Dr. Eng Sattar Bader Sadkhan , Chief Scientific
Researcher Science 1997, Technology Expert
Since 2003, Chairman of IEEE IRAQ SECTION
and (currently) Postgraduate Lecturer in Babylon
University.
Expert in : Wireless Digital Communication and
Information Security.
Diploma in Radar Equipments Repairing (19701974)- from Wireless and Radar training Center –
B.Sc. (1974-1978) Baghdad – IRAQ – Electrical and Electronic Engineering.
M.Sc. (1979-1981) in VAAZ Academy- BRNO – CZECH Republic –
Wireless Communication Engineering. Ph.D. (1981-1984) in VAAZ
Academy- BRNO- CZECH Republic- Detection of Digital Modulated
Signals. Diploma in Cryptography in 1988 – From Switzerland.

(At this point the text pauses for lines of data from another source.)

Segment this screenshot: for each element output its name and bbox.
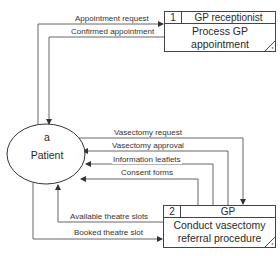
process-2-name-line2: referral procedure: [164, 232, 275, 245]
flow-label-booked-theatre-slot: Booked theatre slot: [73, 228, 144, 237]
process-2-id: 2: [164, 206, 181, 217]
entity-name: Patient: [7, 148, 87, 162]
flow-label-confirmed-appointment: Confirmed appointment: [70, 27, 155, 36]
flow-label-vasectomy-request: Vasectomy request: [113, 128, 183, 137]
process-1-actor: GP receptionist: [182, 12, 275, 23]
external-entity-patient: a Patient: [7, 131, 87, 162]
process-2-header: 2 GP: [164, 206, 275, 218]
process-1-name-line1: Process GP: [165, 25, 275, 38]
corner-mark-icon: *: [265, 41, 275, 51]
process-1-id: 1: [165, 12, 182, 23]
svg-text:*: *: [272, 242, 274, 248]
process-1-name-line2: appointment: [165, 38, 275, 51]
entity-id: a: [7, 131, 87, 144]
process-box-1: 1 GP receptionist Process GP appointment…: [164, 11, 276, 52]
flow-appointment-request-line: [38, 24, 163, 127]
process-2-name: Conduct vasectomy referral procedure: [164, 218, 275, 245]
flow-confirmed-appointment-line: [49, 37, 164, 124]
process-2-name-line1: Conduct vasectomy: [164, 219, 275, 232]
process-box-2: 2 GP Conduct vasectomy referral procedur…: [163, 205, 276, 248]
process-1-header: 1 GP receptionist: [165, 12, 275, 24]
process-2-actor: GP: [181, 206, 275, 217]
svg-text:*: *: [272, 46, 274, 52]
flow-consent-forms-line: [81, 179, 198, 205]
data-flow-diagram: a Patient 1 GP receptionist Process GP a…: [0, 0, 280, 256]
flow-label-consent-forms: Consent forms: [120, 168, 174, 177]
flow-label-vasectomy-approval: Vasectomy approval: [111, 141, 185, 150]
flow-label-information-leaflets: Information leaflets: [112, 155, 182, 164]
flow-label-available-theatre-slots: Available theatre slots: [69, 212, 149, 221]
process-1-name: Process GP appointment: [165, 24, 275, 51]
flow-label-appointment-request: Appointment request: [74, 14, 150, 23]
corner-mark-icon: *: [265, 237, 275, 247]
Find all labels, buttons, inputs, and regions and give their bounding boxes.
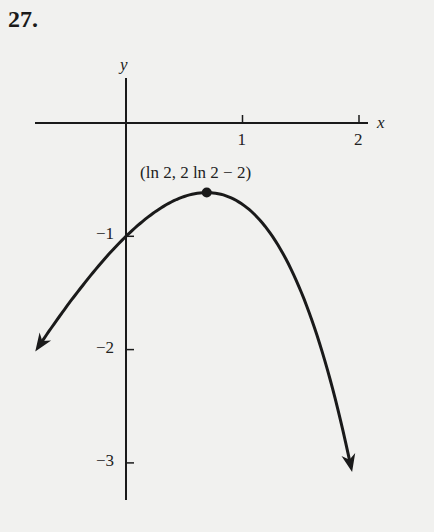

Since 1991 up to 2003, in Communication Research and Development Center
–Institute of Research and Development. I am engaged as Researcher in this
Center and I obtained the director position of this center in 2000 till 8 April
2003.
Postgraduate Lecturer, Director of Cultural Relation and Scientific Affairs,
Director of Research Centers of Babylon Studies,
Editor-in-Chief, for the International Scientific Journal of Advancement
in Computing Technology, (IJACT), in South Korea, since beginning of
2009.
http://www.aicit.org/ijact/
Member of (80) Scientific and Editing Committees of International
Scientific Journals, and International Conferences (Arabic and International).
Advisor of more than (100) Postgraduate theses (M.Sc. And Ph.D.).
Publishing more than (160) papers in (Arabic, and International)
Academicals journals and conferences.
Dr. Nidaa A. Muhsin (M’08) was born in Basraha,
Iraq in 1968. She received the B.Sc. in Computer
Science from Basraha University, Iraq in 1990, and
M.Sc. in computer science from University of
Babylon, Iraq in 1999, and Ph.D. in Computer
Science from the University of Technology, Iraq in
2006.
She is currently a lecturer in Computer Science
Department in
University of Babylon. Her main
research interests in adaptive signal processing, ICA, data compression,
speech scrambling, Steganography, steganalysis.